I drew a breath of hope; and then my hope was quashed. Miss Pinshon chose one of the two that opened into each other; and my only comfort was the fact that my own room had two doors and I was not obliged to go through Miss Pinshon's to get to it. Just as this business was settled, Preston called me out into the gallery and asked me to go for a walk. I questioned with myself a second whether I should ask leave; but I had an inward assurance that to ask leave would be not to go. I felt I must go. I ran back to the room where my things lay, and in two minutes I was out of the house.
My first introduction to Magnolia! How well I remember every minute and every foot of the way. It was delicious, the instant I stepped out among the oaks and into the sunshine. Freedom was there, at all events.
"Now, Daisy, we'll go to the stables," Preston said, "and see if there is anything fit for you. I am afraid there isn't; though Edwards told me he thought there was."
"Who is Edwards?" I asked, as we sped joyfully away through the oaks, across shade and sunshine.
"Oh, he is the overseer."
"What is an overseer?"
"What is an overseer?—why, he is the man that looks after things."
"What things?" I asked.
"All the things—everything, Daisy; all the affairs of the plantation; the rice fields and the cotton fields and the people, and everything."
"Where are the stables? and where are we going?"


TRY IT
Return every line from the records below in which the word "type" is found.

Dataset listings of figures
_ _ _ _ _
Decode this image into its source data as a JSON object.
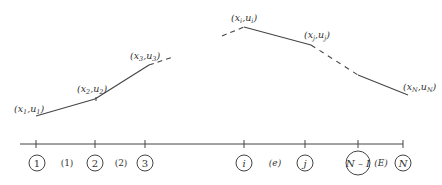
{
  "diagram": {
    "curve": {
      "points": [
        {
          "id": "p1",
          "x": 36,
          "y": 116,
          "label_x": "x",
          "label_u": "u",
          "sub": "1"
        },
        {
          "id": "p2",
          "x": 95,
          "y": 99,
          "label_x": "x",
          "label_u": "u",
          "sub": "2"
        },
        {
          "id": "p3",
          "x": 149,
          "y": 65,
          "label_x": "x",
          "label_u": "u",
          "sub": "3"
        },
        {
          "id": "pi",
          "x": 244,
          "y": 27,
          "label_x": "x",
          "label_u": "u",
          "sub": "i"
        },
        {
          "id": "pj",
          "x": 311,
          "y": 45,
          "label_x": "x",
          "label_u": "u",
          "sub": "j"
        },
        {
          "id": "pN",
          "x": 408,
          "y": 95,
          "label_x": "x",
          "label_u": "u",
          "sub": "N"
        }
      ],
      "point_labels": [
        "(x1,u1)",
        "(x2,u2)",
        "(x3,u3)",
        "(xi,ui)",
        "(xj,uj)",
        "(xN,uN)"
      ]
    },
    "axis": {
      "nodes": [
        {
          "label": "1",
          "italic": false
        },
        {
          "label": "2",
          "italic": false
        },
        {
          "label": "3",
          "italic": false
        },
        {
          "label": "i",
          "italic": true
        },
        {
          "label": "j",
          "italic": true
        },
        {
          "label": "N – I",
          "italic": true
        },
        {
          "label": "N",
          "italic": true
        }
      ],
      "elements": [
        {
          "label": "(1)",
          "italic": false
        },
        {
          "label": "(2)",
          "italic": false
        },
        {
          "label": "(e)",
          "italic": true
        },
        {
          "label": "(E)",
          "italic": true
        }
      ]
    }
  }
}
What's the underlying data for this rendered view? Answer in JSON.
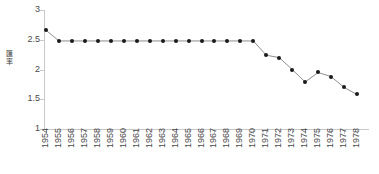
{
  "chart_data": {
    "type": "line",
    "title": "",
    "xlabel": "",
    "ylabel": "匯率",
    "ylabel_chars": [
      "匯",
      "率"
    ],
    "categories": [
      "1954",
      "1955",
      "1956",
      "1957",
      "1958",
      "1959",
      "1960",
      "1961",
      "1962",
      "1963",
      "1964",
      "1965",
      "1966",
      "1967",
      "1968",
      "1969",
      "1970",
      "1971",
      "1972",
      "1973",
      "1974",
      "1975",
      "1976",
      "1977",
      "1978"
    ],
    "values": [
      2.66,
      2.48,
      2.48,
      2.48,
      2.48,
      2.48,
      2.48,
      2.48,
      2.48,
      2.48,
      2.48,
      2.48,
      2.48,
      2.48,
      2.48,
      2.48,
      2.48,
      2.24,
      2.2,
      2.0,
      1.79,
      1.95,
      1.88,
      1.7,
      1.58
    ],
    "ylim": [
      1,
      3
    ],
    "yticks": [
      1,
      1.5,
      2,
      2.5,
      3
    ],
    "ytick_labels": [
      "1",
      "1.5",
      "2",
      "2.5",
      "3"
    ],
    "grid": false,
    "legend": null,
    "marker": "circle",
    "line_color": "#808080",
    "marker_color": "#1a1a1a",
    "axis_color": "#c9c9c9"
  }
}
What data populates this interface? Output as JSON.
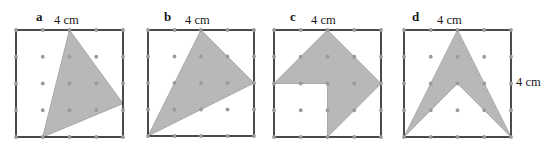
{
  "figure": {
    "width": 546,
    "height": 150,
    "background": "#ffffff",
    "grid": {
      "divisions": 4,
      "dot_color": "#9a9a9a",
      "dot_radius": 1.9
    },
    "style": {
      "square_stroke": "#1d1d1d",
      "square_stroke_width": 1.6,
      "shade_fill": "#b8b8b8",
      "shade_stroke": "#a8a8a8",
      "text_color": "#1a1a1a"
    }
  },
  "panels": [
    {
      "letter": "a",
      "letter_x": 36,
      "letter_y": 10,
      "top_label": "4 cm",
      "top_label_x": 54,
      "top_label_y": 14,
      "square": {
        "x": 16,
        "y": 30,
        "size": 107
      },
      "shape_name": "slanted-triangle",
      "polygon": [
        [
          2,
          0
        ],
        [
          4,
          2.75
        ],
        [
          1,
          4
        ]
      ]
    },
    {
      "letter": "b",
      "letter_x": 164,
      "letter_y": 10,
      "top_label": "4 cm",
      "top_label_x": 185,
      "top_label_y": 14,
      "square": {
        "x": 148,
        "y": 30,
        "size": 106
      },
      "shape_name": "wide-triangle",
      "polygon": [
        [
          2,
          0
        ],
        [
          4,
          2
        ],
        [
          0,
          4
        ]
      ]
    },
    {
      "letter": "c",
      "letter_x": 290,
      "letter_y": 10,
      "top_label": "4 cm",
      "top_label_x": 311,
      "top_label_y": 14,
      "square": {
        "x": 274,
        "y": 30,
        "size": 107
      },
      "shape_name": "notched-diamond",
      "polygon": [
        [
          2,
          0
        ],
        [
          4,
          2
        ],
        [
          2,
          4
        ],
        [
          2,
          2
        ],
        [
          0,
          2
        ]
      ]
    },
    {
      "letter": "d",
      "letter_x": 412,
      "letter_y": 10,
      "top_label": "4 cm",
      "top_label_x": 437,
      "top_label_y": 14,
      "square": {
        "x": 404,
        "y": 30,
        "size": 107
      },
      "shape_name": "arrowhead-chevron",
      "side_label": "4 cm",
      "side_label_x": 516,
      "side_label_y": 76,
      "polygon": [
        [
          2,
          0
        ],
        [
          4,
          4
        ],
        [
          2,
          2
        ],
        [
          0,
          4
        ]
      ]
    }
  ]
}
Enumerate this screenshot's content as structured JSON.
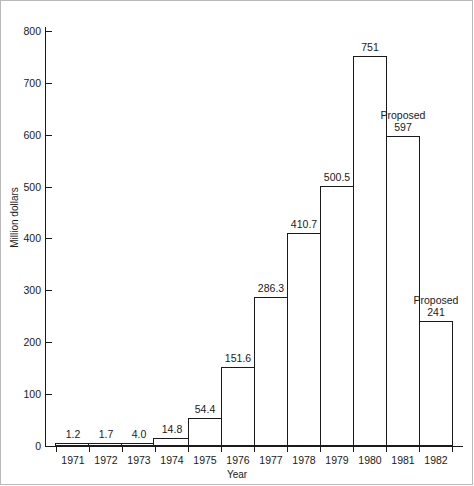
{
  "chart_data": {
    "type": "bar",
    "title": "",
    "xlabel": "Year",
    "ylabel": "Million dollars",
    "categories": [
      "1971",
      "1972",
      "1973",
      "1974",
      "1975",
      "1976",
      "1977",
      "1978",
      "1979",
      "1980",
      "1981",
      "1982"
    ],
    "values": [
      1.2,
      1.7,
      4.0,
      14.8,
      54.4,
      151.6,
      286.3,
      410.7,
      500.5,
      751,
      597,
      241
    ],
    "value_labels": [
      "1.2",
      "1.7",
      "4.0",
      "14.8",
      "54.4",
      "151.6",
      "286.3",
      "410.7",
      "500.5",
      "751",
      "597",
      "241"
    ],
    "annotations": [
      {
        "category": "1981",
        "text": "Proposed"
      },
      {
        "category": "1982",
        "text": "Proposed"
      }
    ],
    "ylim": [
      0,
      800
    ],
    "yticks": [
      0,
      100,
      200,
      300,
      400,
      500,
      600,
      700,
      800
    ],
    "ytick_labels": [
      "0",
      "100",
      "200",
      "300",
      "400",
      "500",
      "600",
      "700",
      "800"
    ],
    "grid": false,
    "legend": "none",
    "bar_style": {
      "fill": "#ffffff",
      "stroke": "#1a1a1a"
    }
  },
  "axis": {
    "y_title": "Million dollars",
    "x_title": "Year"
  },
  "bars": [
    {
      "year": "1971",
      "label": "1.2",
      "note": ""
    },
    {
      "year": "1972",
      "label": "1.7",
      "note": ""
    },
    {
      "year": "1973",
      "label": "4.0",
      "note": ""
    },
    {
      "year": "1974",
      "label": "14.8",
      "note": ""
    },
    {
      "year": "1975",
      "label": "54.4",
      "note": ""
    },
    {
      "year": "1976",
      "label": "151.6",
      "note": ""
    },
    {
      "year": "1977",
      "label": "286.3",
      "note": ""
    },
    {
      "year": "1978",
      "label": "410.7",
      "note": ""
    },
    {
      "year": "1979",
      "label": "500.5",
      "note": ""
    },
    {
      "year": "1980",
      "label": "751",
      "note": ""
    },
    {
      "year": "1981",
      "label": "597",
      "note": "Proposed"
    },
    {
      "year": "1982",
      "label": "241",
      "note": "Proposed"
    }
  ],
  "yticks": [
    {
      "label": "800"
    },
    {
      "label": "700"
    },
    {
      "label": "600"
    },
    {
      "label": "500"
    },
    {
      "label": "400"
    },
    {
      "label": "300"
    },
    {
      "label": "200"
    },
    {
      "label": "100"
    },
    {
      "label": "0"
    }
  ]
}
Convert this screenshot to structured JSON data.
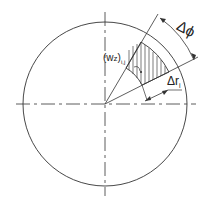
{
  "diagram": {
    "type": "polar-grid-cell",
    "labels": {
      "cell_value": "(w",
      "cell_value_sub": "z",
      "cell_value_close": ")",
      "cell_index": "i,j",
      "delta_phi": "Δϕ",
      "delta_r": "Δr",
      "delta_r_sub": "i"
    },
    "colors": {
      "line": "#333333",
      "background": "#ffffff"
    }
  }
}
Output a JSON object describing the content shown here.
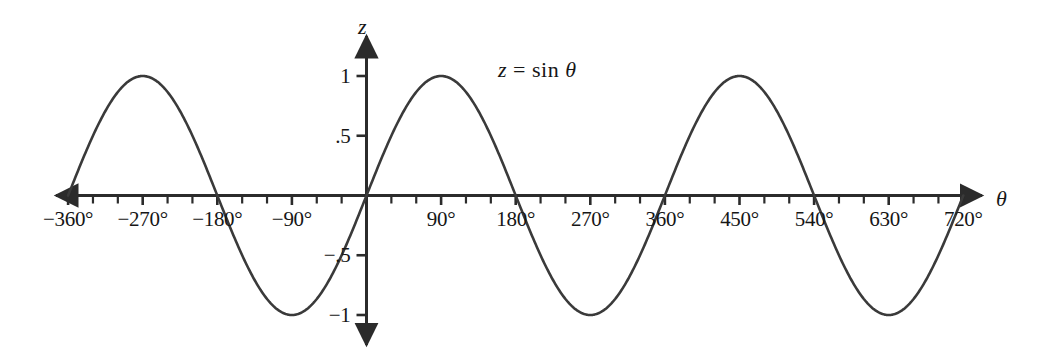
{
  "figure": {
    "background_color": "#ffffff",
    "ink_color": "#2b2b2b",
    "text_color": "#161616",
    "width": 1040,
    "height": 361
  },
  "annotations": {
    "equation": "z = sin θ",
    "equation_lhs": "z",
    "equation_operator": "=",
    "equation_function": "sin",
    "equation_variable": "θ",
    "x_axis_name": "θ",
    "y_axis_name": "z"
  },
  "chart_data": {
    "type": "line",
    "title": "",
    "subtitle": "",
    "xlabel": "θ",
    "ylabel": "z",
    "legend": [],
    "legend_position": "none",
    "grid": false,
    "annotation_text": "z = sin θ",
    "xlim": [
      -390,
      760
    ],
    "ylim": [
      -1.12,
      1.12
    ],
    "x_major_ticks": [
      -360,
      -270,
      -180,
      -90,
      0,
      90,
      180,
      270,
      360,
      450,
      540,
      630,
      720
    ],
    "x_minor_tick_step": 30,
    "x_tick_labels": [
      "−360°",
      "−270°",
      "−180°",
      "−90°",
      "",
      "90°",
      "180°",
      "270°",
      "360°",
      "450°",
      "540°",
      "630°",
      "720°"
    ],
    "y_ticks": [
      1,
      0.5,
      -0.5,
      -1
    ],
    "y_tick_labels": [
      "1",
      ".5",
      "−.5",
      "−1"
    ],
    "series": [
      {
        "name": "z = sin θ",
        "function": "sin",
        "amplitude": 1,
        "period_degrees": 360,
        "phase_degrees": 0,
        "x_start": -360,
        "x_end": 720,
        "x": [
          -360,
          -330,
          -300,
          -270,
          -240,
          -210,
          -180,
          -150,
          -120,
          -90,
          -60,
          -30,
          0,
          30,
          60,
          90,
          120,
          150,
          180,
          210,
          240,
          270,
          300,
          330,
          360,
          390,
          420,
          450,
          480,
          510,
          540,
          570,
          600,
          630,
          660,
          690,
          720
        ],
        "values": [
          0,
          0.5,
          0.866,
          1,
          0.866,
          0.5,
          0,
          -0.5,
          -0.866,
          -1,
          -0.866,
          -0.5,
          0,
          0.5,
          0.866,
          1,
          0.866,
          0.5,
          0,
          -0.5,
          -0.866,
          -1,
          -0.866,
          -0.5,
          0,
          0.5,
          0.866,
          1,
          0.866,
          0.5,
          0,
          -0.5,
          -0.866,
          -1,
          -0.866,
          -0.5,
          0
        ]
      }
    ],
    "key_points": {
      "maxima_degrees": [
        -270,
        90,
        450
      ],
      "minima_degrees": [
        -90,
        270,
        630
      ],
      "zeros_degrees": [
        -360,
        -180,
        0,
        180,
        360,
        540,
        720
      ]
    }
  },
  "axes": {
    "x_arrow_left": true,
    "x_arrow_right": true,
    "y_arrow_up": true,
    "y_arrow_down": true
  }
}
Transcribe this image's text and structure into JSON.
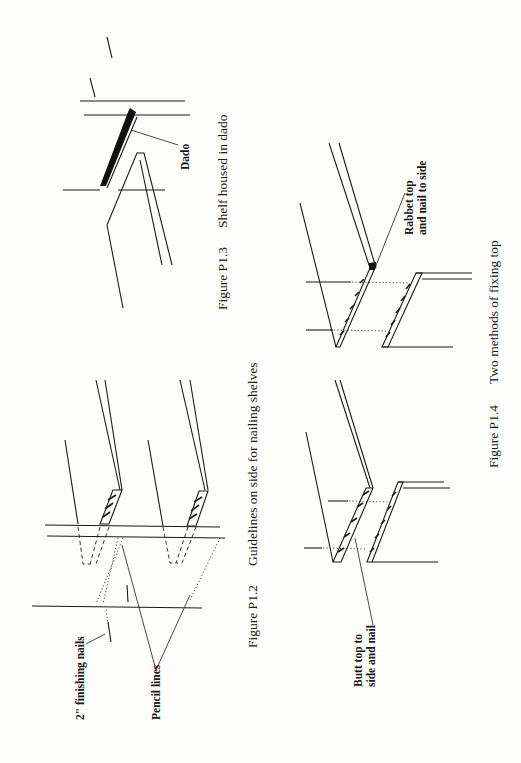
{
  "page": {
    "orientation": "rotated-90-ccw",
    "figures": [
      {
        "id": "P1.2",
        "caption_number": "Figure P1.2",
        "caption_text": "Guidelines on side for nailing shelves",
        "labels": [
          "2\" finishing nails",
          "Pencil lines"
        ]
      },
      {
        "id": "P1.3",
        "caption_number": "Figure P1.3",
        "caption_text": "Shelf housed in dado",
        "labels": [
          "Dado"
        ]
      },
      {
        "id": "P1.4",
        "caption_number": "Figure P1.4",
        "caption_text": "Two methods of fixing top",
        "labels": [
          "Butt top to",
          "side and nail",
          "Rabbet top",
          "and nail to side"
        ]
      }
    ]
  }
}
_ _ _ _ _
EXPECTED ANSWER
    "type": "line",
    "type": "bar",
    "type": "polar-grid-cell",
    "type": "line",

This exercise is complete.